Tony Benn: 'Controversial, But Courteous'
Updated: 1:18pm UK, Friday 14 March 2014
By Jon Craig, Chief Political Correspondent
Harold Wilson famously said of Tony Benn: "He immatures with age."
And it's true that as he grew older Benn changed from a charismatic and dynamic minister in the mainstream of government to a divisive left-winger who split the Labour Party, before becoming the national treasure of his declining years.
He was controversial, but always courteous. I first met him in the late 1970s, when he came to speak at Southampton University Students Union while still a Cabinet minister.
He paid his own train fare and came alone, without the army of spin doctors that accompany Cabinet and Shadow Cabinet members today.
Throughout his long career, he would record interviews with journalists, for many years on an old-fashioned cassette recorder. He was quirky, but never tetchy.
Teetotal and famous for drinking tea from large mugs. And before smoking was banned he would smoke his pipe at party meetings and conferences.

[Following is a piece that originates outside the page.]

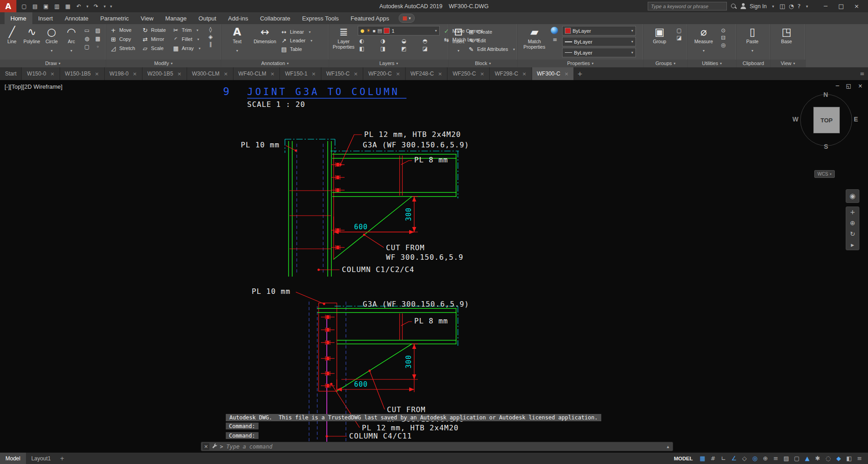  What do you see at coordinates (826, 120) in the screenshot?
I see `viewcube: N W E S TOP` at bounding box center [826, 120].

In the early 60s, in terms of Labour Party presentation Benn was the Peter Mandelson of his day, a "moderniser" pioneering the party's use of television as a means of communicating with voters as Wilson swept the Tories out of office in 1964.
He leaves some historic legacies. As Postmaster General in the Wilson government he oversaw the opening of London's Post Office Tower and drove pirate radio stations off the air. Then, as Minister for Technology, he was in charge of the development of Concorde.
In those days, he was known as Antony Wedgewood Benn, until he declared in 1973 – when he was moving sharply left with Labour in Opposition – that he wanted to be known in future as Tony Benn.
For years, however, the Daily Mail continued to call him by his old name.
Of course, despite his claims to be a great hero of the working class, Benn was in fact as upper crust as they come and earlier, in 1960, had to fight a battle in Parliament to disown his hereditary peerage, Viscount Stansgate, so he could remain an MP.
In 1975, when Wilson was back in Downing Street and held a referendum on whether Britain should stay in the Common Market, Benn shared platforms with Right-wing Tory MPs opposed to Britain's membership.
But it was after Labour's crushing defeat by Margaret Thatcher in 1979 that he became the leader of Labour's hardline left wing in a civil war that led to the breakaway SDP formed by major Labour figures Roy Jenkins, Shirley Williams and David Owen.
In 1980 he stood against Denis Healey for the deputy leadership of the Labour Party, in one of the most bitter and divisive elections in the party's history. He lost by a whisker, but the party split deepened and within a year the SDP was on the march.
At Labour's low point, the crushing election defeat of 1983, Benn lost his seat in Bristol.
"Labour gain!" chanted Right-wing Labour MPs, appalled by Benn's destructiveness over the previous few years.
But he bounced back in a by-election in Chesterfield, selected on a snowy Sunday night – I was there! - and from the moment he returned to the Commons until he retired he was almost inseparable from his left-wing Derbyshire neighbour, "the Beast of Bolsover", Dennis Skinner.
In the 1984-85 miners' strike, Benn and Skinner were Arthur Scargill's strongest allies and loudest cheerleaders in Parliament, while Labour leader Neil Kinnock had a nightmare year because of Scargill's refusal to hold a ballot.
In 1999, he proudly introduced his son Hilary into the Commons after Hilary won a by-election in Leeds Central, campaigning on the slogan "a Benn, not a Bennite". And in 2001, the Benn dynasty in the Commons assured, he stood down claiming he was "leaving Parliament to spend more time on politics".
In his latter years, he became a leading opponent of the wars in Iraq and Afghanistan, becoming president of the Stop the War movement. And in his 80s he becamse more popular than at any time during his career, touring Britain with his one-man show and his diaries became best sellers.
At Westminster, he will be remembered as one of the best speakers in the House of Commons, highly respected by Conservative MPs who shared his anti-EU views.
But for many Labour MPs, he will be remembered as an aristocrat with a romantic view of the working class whose judgement was often flawed.
Many older Labour MPs will never forgive him for what they regarded as his destructive splitting of the party which came close to destroying it in the 1980s.
Those Labour MPs, critical too of his opposition to Tony Blair and the war in Iraq, would also agree with Harold Wilson's famous phrase about Tony Benn.